When partition has no live regular rows, but has some data live in the
static row, then it should appear in the results, even though we
didn't select any static column.
To reproduce:
create table cf (k blob, c blob, v blob, s1 blob static, primary key (k, c));
update cf set s1 = 0x01 where k = 0x01;
update cf set s1 = 0x02 where k = 0x02;
select k from cf;
The "select" statement should return 2 rows, but was returning 0.

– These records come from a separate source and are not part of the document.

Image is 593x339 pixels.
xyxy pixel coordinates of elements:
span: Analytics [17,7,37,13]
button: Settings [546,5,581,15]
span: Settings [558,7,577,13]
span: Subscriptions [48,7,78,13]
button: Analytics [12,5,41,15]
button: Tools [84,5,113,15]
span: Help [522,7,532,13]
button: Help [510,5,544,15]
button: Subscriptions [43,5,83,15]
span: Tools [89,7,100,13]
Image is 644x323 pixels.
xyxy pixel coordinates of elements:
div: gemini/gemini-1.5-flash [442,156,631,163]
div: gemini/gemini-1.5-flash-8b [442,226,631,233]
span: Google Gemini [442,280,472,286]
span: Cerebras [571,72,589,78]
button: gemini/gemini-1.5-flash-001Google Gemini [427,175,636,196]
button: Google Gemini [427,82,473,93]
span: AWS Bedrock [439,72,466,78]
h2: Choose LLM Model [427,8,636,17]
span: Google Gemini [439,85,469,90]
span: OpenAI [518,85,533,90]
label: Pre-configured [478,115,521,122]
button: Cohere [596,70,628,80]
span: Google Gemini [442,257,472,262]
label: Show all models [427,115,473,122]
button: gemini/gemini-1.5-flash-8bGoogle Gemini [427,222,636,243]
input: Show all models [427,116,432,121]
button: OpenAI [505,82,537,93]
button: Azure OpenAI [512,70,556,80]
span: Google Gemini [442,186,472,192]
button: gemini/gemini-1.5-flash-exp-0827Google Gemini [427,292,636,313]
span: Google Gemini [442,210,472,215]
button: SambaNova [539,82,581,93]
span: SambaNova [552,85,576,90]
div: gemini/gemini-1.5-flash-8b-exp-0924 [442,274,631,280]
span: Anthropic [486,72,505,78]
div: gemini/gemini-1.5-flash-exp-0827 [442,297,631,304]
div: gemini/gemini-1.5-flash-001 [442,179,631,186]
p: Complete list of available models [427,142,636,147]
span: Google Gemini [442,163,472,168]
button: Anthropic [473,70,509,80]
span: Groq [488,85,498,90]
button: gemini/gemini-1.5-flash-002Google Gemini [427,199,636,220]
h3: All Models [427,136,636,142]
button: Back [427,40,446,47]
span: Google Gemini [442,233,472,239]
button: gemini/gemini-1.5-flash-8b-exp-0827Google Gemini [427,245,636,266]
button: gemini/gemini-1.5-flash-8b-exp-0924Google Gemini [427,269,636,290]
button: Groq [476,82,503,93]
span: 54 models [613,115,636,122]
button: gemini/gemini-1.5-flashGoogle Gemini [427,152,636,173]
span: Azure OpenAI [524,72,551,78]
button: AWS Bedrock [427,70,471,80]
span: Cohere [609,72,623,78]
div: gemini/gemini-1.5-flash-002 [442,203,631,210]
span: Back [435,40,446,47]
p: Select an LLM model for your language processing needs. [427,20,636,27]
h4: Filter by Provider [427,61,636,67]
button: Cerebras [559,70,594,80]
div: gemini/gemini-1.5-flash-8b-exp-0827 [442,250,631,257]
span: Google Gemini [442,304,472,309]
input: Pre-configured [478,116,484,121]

The following query worked fine, because static columns were included:
select * from cf;
The data query should contain only live data, so we shouldn't write a
partition entry if it's supposed to be absent from the results. We
can'r tell that though until we've processed all the data. To solve
this problem, query result writer is using an optimistic approach,
where the partition header will be retracted from the buffer
(cheaply), if it turns out there's no live data in it.
Reduces coupling. User's should not rely on the fact that it's an
std::map<>. It also allows us to extend row's interface with
domain-specific methods, which are a lot easier to discover than free
functions.
Origin does that, so should we. Both ttl and expiry time are stored in
sstables. The value of ttl seems to be used to calculate the read
digest (expiry is not used for that).
The API for creating atomic_cells changed a bit.
To create a non-expiring cell:
atomic_cell::make_live(timestamp, value);
To create an expiring cell:
atomic_cell::make_live(timestamp, value, expiry, ttl);
or:
// Expiry is calculated based on current clock reading
atomic_cell::make_live(timestamp, value, ttl_optional);
Ensure that read-side accessors are const. This is important in preparation
for multiple memtables (and later, sstables) since a read-side
mutation_partition may be a temporary object coming from multiple memtables
(and sstables) while a write-side mutation_partition is guaranteed to belong
to a single memtable (and thus, not be temporary).
Since writers will want non-const mutation_partitions to write to, they won't
be able to use the read-side accessors by accident.
Partitions should be ordered using Origin's ordering, which is first
by token, then by Origin's representation of the key. That is the
natural ordering of decorated_key.
This also changes mutation class to hold decorated_key, to avoid
decoration overhead at different layers.